At last, after seven days, Zarathustra arose from his bed, took a red apple in his hand, smelled it, and found it delicious.So his animals thought it was time to speak to him. "O Zarathustra," said they, "now you have lay seven days with your eyes closed: do you not get up again yourself? Come out of your cave: the world awaits you like a garden.The fragrant breeze seeks you; all the brooks follow you with joy. Since you have been lying alone for seven days, all things have longed for you - come out of your cave!Everything wants to be your doctor! Or have you a new knowledge, a painful and sad new knowledge?You lie like leavened flour, your soul swells beyond its bounds. "

O my animals, replied Zarathustra, so go on, let me hear!It refreshes me to hear your words; and where there are words, there is a world like a garden, it seems to me. How lovely are the words and tones!Are not words and tones a rainbow and a bridge between two things forever separated? Different souls have different universes; each soul is a different world to other souls. Between the most similar things, illusion tells the most artful lie; the smallest gap is the hardest to pass. In me - how can there be a self outside me?I don't have anything!But we forget this while listening to music; what a sweet forgetting!

Isn't everything in which man can recover given a name and a tone?To speak is a lovely folly; thus man dances above all things. How lovely is the unreality of tones, and all talk!Our love dances to the sound above the rainbow. —"O Zarathustra," said his animals now, "to those who think as we do, all things dance: they come out, spread their hands, laugh, flee—and circle. All things come, all things go, the wheel of existence circulates forever.All things live and all things die; the time that exists runs forever. Everything perishes, everything is born again; being itself forever builds the same house of being.All things separate and unite; the cycle of existence is ever true to itself.

Existence is born with thoughts and thoughts; around this orbit, it will always circle that planet. Any point is the center of the universe.The eternal path is a spiral. " Oh, you chatterers and accordions!Zarathustra answered, and smiled again.How can you know what can be accomplished in seven days! —— How did you know that monster crawled down my throat and choked me!But I bit off its head and spit it out. You -- have you made a song out of that?But here I am lying, still exhausted from biting and spitting, still sick from trying to save myself. Have you observed all of this?O my animals!Are you even cruel?Do you like to see MY Great Pain as people do?Because man is the cruelest animal.

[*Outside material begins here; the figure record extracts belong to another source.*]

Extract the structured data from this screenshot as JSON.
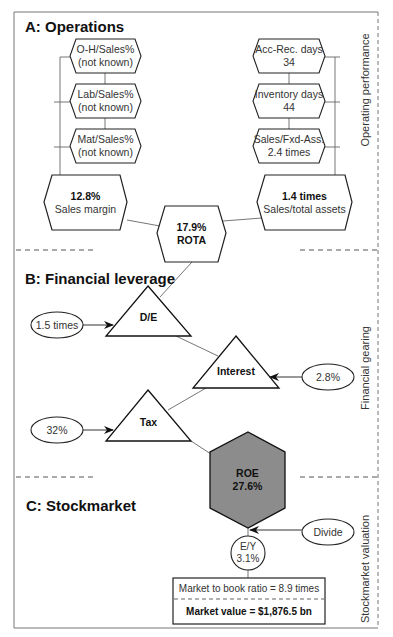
{
  "sections": {
    "a": {
      "title": "A: Operations",
      "side_label": "Operating performance"
    },
    "b": {
      "title": "B: Financial leverage",
      "side_label": "Financial gearing"
    },
    "c": {
      "title": "C: Stockmarket",
      "side_label": "Stockmarket valuation"
    }
  },
  "operations": {
    "left_drivers": [
      {
        "label": "O-H/Sales%",
        "value": "(not known)"
      },
      {
        "label": "Lab/Sales%",
        "value": "(not known)"
      },
      {
        "label": "Mat/Sales%",
        "value": "(not known)"
      }
    ],
    "right_drivers": [
      {
        "label": "Acc-Rec. days",
        "value": "34"
      },
      {
        "label": "Inventory days",
        "value": "44"
      },
      {
        "label": "Sales/Fxd-Ass.",
        "value": "2.4 times"
      }
    ],
    "sales_margin": {
      "value": "12.8%",
      "label": "Sales margin"
    },
    "asset_turnover": {
      "value": "1.4 times",
      "label": "Sales/total assets"
    },
    "rota": {
      "value": "17.9%",
      "label": "ROTA"
    }
  },
  "leverage": {
    "de": {
      "label": "D/E",
      "input": "1.5 times"
    },
    "interest": {
      "label": "Interest",
      "input": "2.8%"
    },
    "tax": {
      "label": "Tax",
      "input": "32%"
    },
    "roe": {
      "label": "ROE",
      "value": "27.6%"
    }
  },
  "stockmarket": {
    "divide": "Divide",
    "ey": {
      "label": "E/Y",
      "value": "3.1%"
    },
    "market_to_book": "Market to book ratio = 8.9 times",
    "market_value": "Market value = $1,876.5 bn"
  },
  "colors": {
    "roe_fill": "#8c8c8c",
    "line": "#222222",
    "connector": "#666666",
    "frame": "#777777"
  }
}
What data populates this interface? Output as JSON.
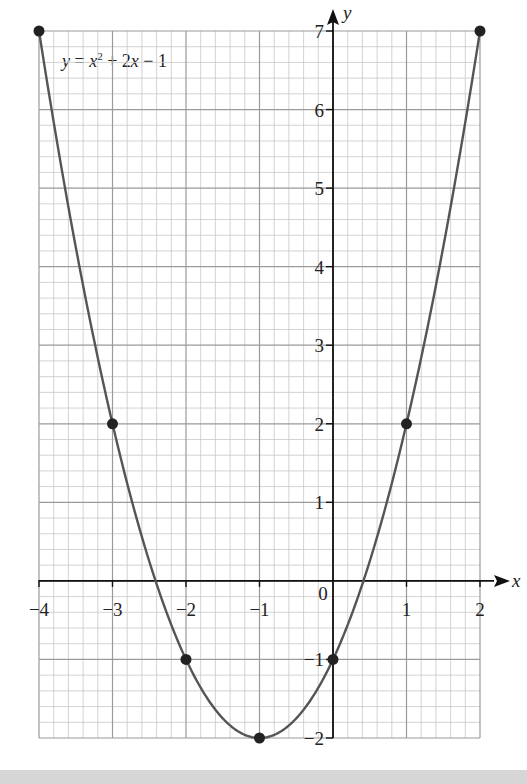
{
  "chart_data": {
    "type": "line",
    "title": "",
    "equation_label": "y = x² + 2x − 1",
    "equation": {
      "y": "y",
      "eq": " = ",
      "x1": "x",
      "sq": "2",
      "plus": " + 2",
      "x2": "x",
      "tail": " − 1"
    },
    "xlabel": "x",
    "ylabel": "y",
    "xlim": [
      -4,
      2
    ],
    "ylim": [
      -2,
      7
    ],
    "x_ticks": [
      -4,
      -3,
      -2,
      -1,
      0,
      1,
      2
    ],
    "x_tick_labels": [
      "−4",
      "−3",
      "−2",
      "−1",
      "0",
      "1",
      "2"
    ],
    "y_ticks": [
      -2,
      -1,
      1,
      2,
      3,
      4,
      5,
      6,
      7
    ],
    "y_tick_labels": [
      "−2",
      "−1",
      "1",
      "2",
      "3",
      "4",
      "5",
      "6",
      "7"
    ],
    "grid": {
      "major": true,
      "minor_per_unit": 5
    },
    "points": [
      {
        "x": -4,
        "y": 7
      },
      {
        "x": -3,
        "y": 2
      },
      {
        "x": -2,
        "y": -1
      },
      {
        "x": -1,
        "y": -2
      },
      {
        "x": 0,
        "y": -1
      },
      {
        "x": 1,
        "y": 2
      },
      {
        "x": 2,
        "y": 7
      }
    ],
    "series": [
      {
        "name": "y = x^2 + 2x - 1",
        "x": [
          -4,
          -3,
          -2,
          -1,
          0,
          1,
          2
        ],
        "values": [
          7,
          2,
          -1,
          -2,
          -1,
          2,
          7
        ]
      }
    ],
    "colors": {
      "curve": "#555555",
      "points": "#222222",
      "axes": "#111111",
      "grid_major": "#9a9a9a",
      "grid_minor": "#c8c8c8",
      "band": "#d6d6d6"
    }
  },
  "layout": {
    "x0px": 39,
    "x1px": 480,
    "y_top_px": 31,
    "y_bot_px": 738
  }
}
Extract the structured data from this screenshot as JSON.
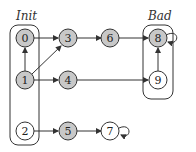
{
  "groups": {
    "init": {
      "label": "Init"
    },
    "bad": {
      "label": "Bad"
    }
  },
  "colors": {
    "filled_node": "#c8c8c8",
    "empty_node": "#ffffff",
    "stroke": "#333333"
  },
  "nodes": [
    {
      "id": "0",
      "label": "0",
      "filled": true
    },
    {
      "id": "1",
      "label": "1",
      "filled": true
    },
    {
      "id": "2",
      "label": "2",
      "filled": false
    },
    {
      "id": "3",
      "label": "3",
      "filled": true
    },
    {
      "id": "4",
      "label": "4",
      "filled": true
    },
    {
      "id": "5",
      "label": "5",
      "filled": true
    },
    {
      "id": "6",
      "label": "6",
      "filled": true
    },
    {
      "id": "7",
      "label": "7",
      "filled": false
    },
    {
      "id": "8",
      "label": "8",
      "filled": true
    },
    {
      "id": "9",
      "label": "9",
      "filled": false
    }
  ],
  "edges": [
    [
      "1",
      "0"
    ],
    [
      "0",
      "3"
    ],
    [
      "1",
      "3"
    ],
    [
      "1",
      "4"
    ],
    [
      "3",
      "6"
    ],
    [
      "6",
      "8"
    ],
    [
      "4",
      "9"
    ],
    [
      "9",
      "8"
    ],
    [
      "8",
      "8"
    ],
    [
      "2",
      "5"
    ],
    [
      "5",
      "7"
    ],
    [
      "7",
      "7"
    ]
  ]
}
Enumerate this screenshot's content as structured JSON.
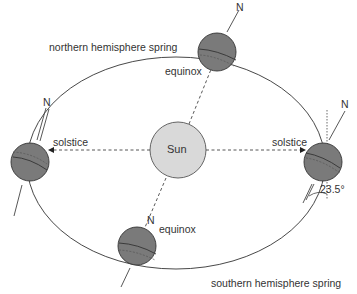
{
  "diagram": {
    "sun_label": "Sun",
    "labels": {
      "northern_spring": "northern hemisphere spring",
      "southern_spring": "southern hemisphere spring",
      "equinox_top": "equinox",
      "equinox_bottom": "equinox",
      "solstice_left": "solstice",
      "solstice_right": "solstice",
      "tilt_angle": "23.5°"
    },
    "north_labels": [
      "N",
      "N",
      "N",
      "N"
    ],
    "colors": {
      "earth_fill": "#7a7a7a",
      "sun_fill": "#d9d9d9",
      "line": "#333333"
    }
  }
}
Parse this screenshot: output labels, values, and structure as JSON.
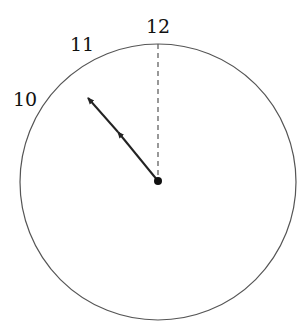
{
  "diagram": {
    "type": "clock-face",
    "labels": [
      {
        "text": "12",
        "x": 158,
        "y": 34
      },
      {
        "text": "11",
        "x": 86,
        "y": 52
      },
      {
        "text": "10",
        "x": 28,
        "y": 106
      }
    ],
    "center": {
      "x": 158,
      "y": 181
    },
    "radius": 138,
    "hand": {
      "to_x": 87,
      "to_y": 97,
      "mid_arrow_x": 118,
      "mid_arrow_y": 133
    },
    "reference_line": {
      "style": "dashed",
      "direction": "12"
    },
    "colors": {
      "stroke": "#222222",
      "circle": "#555555"
    }
  }
}
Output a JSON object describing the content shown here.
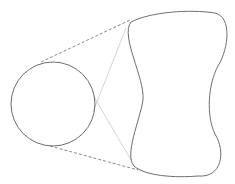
{
  "diagram": {
    "colors": {
      "background": "#ffffff",
      "outline": "#6e6e6e",
      "dashed": "#8a8a8a",
      "guide": "#d4d4d4"
    },
    "circle": {
      "cx": 53,
      "cy": 104,
      "r": 42
    },
    "shape_path": "M 131 22 C 150 12, 190 9, 215 13 C 232 17, 229 48, 218 66 C 208 84, 206 116, 215 134 C 226 152, 222 178, 198 176 C 175 178, 145 176, 134 166 C 124 155, 140 120, 143 100 C 145 78, 120 36, 131 22 Z",
    "dashed_lines": [
      {
        "x1": 41,
        "y1": 62,
        "x2": 130,
        "y2": 20
      },
      {
        "x1": 50,
        "y1": 146,
        "x2": 138,
        "y2": 170
      }
    ],
    "guide_lines": [
      {
        "x1": 126,
        "y1": 28,
        "x2": 93,
        "y2": 112
      },
      {
        "x1": 93,
        "y1": 95,
        "x2": 131,
        "y2": 160
      }
    ]
  }
}
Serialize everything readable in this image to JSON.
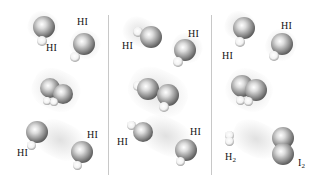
{
  "figure": {
    "panels": [
      {
        "id": "p1",
        "labels": [
          {
            "text": "HI",
            "x": 45,
            "y": 43
          },
          {
            "text": "HI",
            "x": 77,
            "y": 16
          }
        ]
      },
      {
        "id": "p2",
        "labels": [
          {
            "text": "HI",
            "x": 122,
            "y": 40
          },
          {
            "text": "HI",
            "x": 188,
            "y": 28
          }
        ]
      },
      {
        "id": "p3",
        "labels": [
          {
            "text": "HI",
            "x": 222,
            "y": 50
          },
          {
            "text": "HI",
            "x": 281,
            "y": 20
          }
        ]
      },
      {
        "id": "p4",
        "labels": []
      },
      {
        "id": "p5",
        "labels": []
      },
      {
        "id": "p6",
        "labels": []
      },
      {
        "id": "p7",
        "labels": [
          {
            "text": "HI",
            "x": 17,
            "y": 148
          },
          {
            "text": "HI",
            "x": 87,
            "y": 129
          }
        ]
      },
      {
        "id": "p8",
        "labels": [
          {
            "text": "HI",
            "x": 117,
            "y": 136
          },
          {
            "text": "HI",
            "x": 190,
            "y": 126
          }
        ]
      },
      {
        "id": "p9",
        "labels": [
          {
            "text": "H",
            "sub": "2",
            "x": 225,
            "y": 151
          },
          {
            "text": "I",
            "sub": "2",
            "x": 298,
            "y": 158
          }
        ]
      }
    ],
    "labels": {
      "hi": "HI",
      "h2": "H",
      "h2_sub": "2",
      "i2": "I",
      "i2_sub": "2"
    },
    "colors": {
      "background": "#ffffff",
      "divider": "#c8c8c8",
      "text": "#111111"
    }
  }
}
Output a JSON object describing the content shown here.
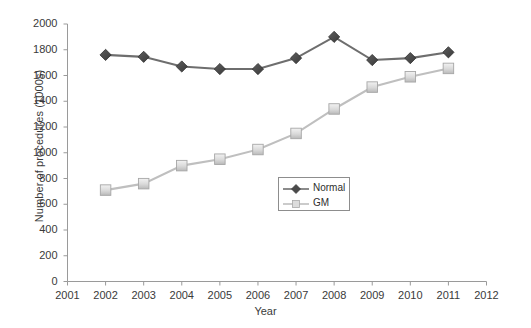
{
  "chart_data": {
    "type": "line",
    "title": "",
    "xlabel": "Year",
    "ylabel": "Number of procedures (1000s)",
    "xlim": [
      2001,
      2012
    ],
    "ylim": [
      0,
      2000
    ],
    "grid": false,
    "legend_position": "center",
    "x": [
      2002,
      2003,
      2004,
      2005,
      2006,
      2007,
      2008,
      2009,
      2010,
      2011
    ],
    "xticks": [
      "2001",
      "2002",
      "2003",
      "2004",
      "2005",
      "2006",
      "2007",
      "2008",
      "2009",
      "2010",
      "2011",
      "2012"
    ],
    "yticks": [
      "0",
      "200",
      "400",
      "600",
      "800",
      "1000",
      "1200",
      "1400",
      "1600",
      "1800",
      "2000"
    ],
    "series": [
      {
        "name": "Normal",
        "marker": "diamond",
        "color": "#4a4a4a",
        "line_color": "#6e6e6e",
        "values": [
          1760,
          1745,
          1670,
          1650,
          1650,
          1735,
          1900,
          1720,
          1735,
          1780
        ]
      },
      {
        "name": "GM",
        "marker": "square",
        "color": "#d4d4d4",
        "line_color": "#bfbfbf",
        "values": [
          710,
          760,
          900,
          950,
          1025,
          1150,
          1340,
          1510,
          1590,
          1655
        ]
      }
    ]
  },
  "legend": {
    "entries": [
      {
        "label": "Normal"
      },
      {
        "label": "GM"
      }
    ]
  }
}
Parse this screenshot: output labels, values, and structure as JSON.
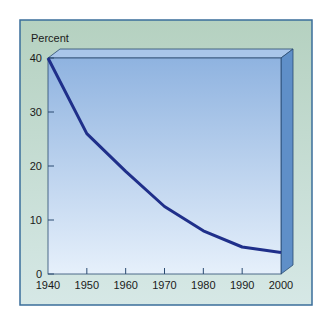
{
  "chart_data": {
    "type": "line",
    "title": "",
    "xlabel": "",
    "ylabel": "Percent",
    "x": [
      1940,
      1950,
      1960,
      1970,
      1980,
      1990,
      2000
    ],
    "series": [
      {
        "name": "Percent",
        "values": [
          40,
          26,
          19,
          12.5,
          8,
          5,
          4
        ],
        "color": "#1f2f8a"
      }
    ],
    "xticks": [
      "1940",
      "1950",
      "1960",
      "1970",
      "1980",
      "1990",
      "2000"
    ],
    "yticks": [
      "0",
      "10",
      "20",
      "30",
      "40"
    ],
    "ylim": [
      0,
      40
    ],
    "xlim": [
      1940,
      2000
    ],
    "grid": false,
    "legend": "none",
    "style": "3d-box plot area"
  },
  "colors": {
    "frame_bg": "#b9d4c4",
    "frame_border": "#3a6e9a",
    "plot_top": "#8fb3e0",
    "plot_bottom": "#e3eefa",
    "side_face": "#5f8fc8",
    "top_face": "#a9c6ea",
    "line": "#1f2f8a"
  }
}
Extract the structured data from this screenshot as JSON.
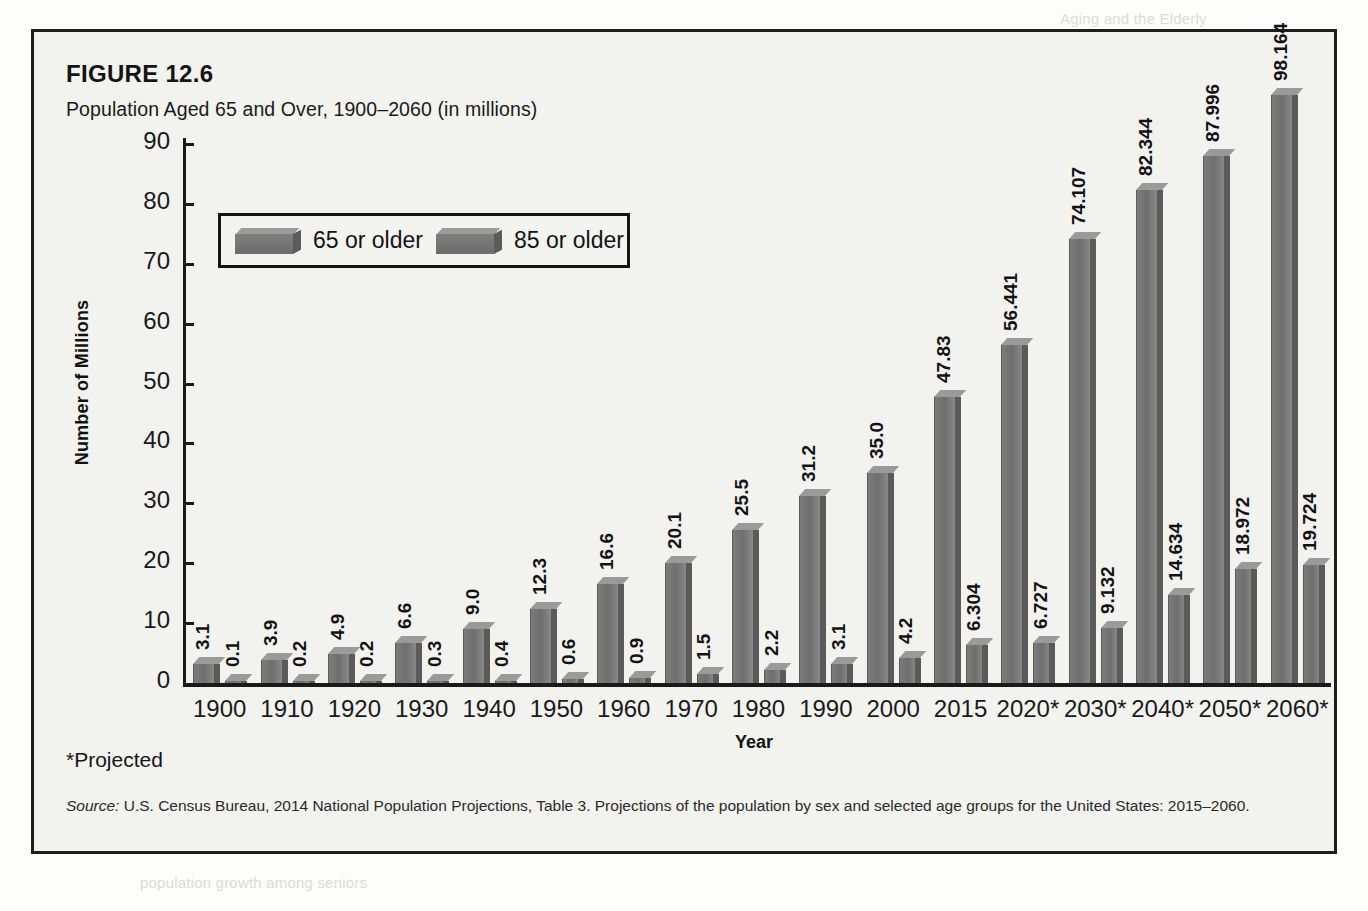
{
  "figure": {
    "number": "FIGURE 12.6",
    "title": "Population Aged 65 and Over, 1900–2060 (in millions)",
    "projected_note": "*Projected",
    "source_label": "Source:",
    "source_text": " U.S. Census Bureau, 2014 National Population Projections, Table 3. Projections of the population by sex and selected age groups for the United States: 2015–2060."
  },
  "legend": {
    "items": [
      {
        "label": "65 or older",
        "color": "#6e6e6e"
      },
      {
        "label": "85 or older",
        "color": "#6e6e6e"
      }
    ]
  },
  "axes": {
    "ylabel": "Number of Millions",
    "xlabel": "Year",
    "yticks": [
      "0",
      "10",
      "20",
      "30",
      "40",
      "50",
      "60",
      "70",
      "80",
      "90"
    ]
  },
  "chart_data": {
    "type": "bar",
    "title": "Population Aged 65 and Over, 1900–2060 (in millions)",
    "xlabel": "Year",
    "ylabel": "Number of Millions",
    "ylim": [
      0,
      90
    ],
    "ytick_step": 10,
    "grid": false,
    "legend_position": "inside-upper-left",
    "categories": [
      "1900",
      "1910",
      "1920",
      "1930",
      "1940",
      "1950",
      "1960",
      "1970",
      "1980",
      "1990",
      "2000",
      "2015",
      "2020*",
      "2030*",
      "2040*",
      "2050*",
      "2060*"
    ],
    "series": [
      {
        "name": "65 or older",
        "values": [
          3.1,
          3.9,
          4.9,
          6.6,
          9.0,
          12.3,
          16.6,
          20.1,
          25.5,
          31.2,
          35.0,
          47.83,
          56.441,
          74.107,
          82.344,
          87.996,
          98.164
        ],
        "labels": [
          "3.1",
          "3.9",
          "4.9",
          "6.6",
          "9.0",
          "12.3",
          "16.6",
          "20.1",
          "25.5",
          "31.2",
          "35.0",
          "47.83",
          "56.441",
          "74.107",
          "82.344",
          "87.996",
          "98.164"
        ]
      },
      {
        "name": "85 or older",
        "values": [
          0.1,
          0.2,
          0.2,
          0.3,
          0.4,
          0.6,
          0.9,
          1.5,
          2.2,
          3.1,
          4.2,
          6.304,
          6.727,
          9.132,
          14.634,
          18.972,
          19.724
        ],
        "labels": [
          "0.1",
          "0.2",
          "0.2",
          "0.3",
          "0.4",
          "0.6",
          "0.9",
          "1.5",
          "2.2",
          "3.1",
          "4.2",
          "6.304",
          "6.727",
          "9.132",
          "14.634",
          "18.972",
          "19.724"
        ]
      }
    ]
  }
}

From time immemorial man has seen this as the noblest happiness on earth: tragedies and bull-fights and tortures; and when he invented hell, behold, it was man's earthly heaven. When the great ones shout, the little ones run there and stick out their most greedy tongues.But he calls that his "compassion." Little man, and especially the poet—how passionately he indicts life in words!Hear him, but don't let go, hear his greed in all accusations!Life conquers the accusers of such life with its eyes. "Do you love me?" said she, the shameless one, "wait a while, I don't have time to talk to you yet."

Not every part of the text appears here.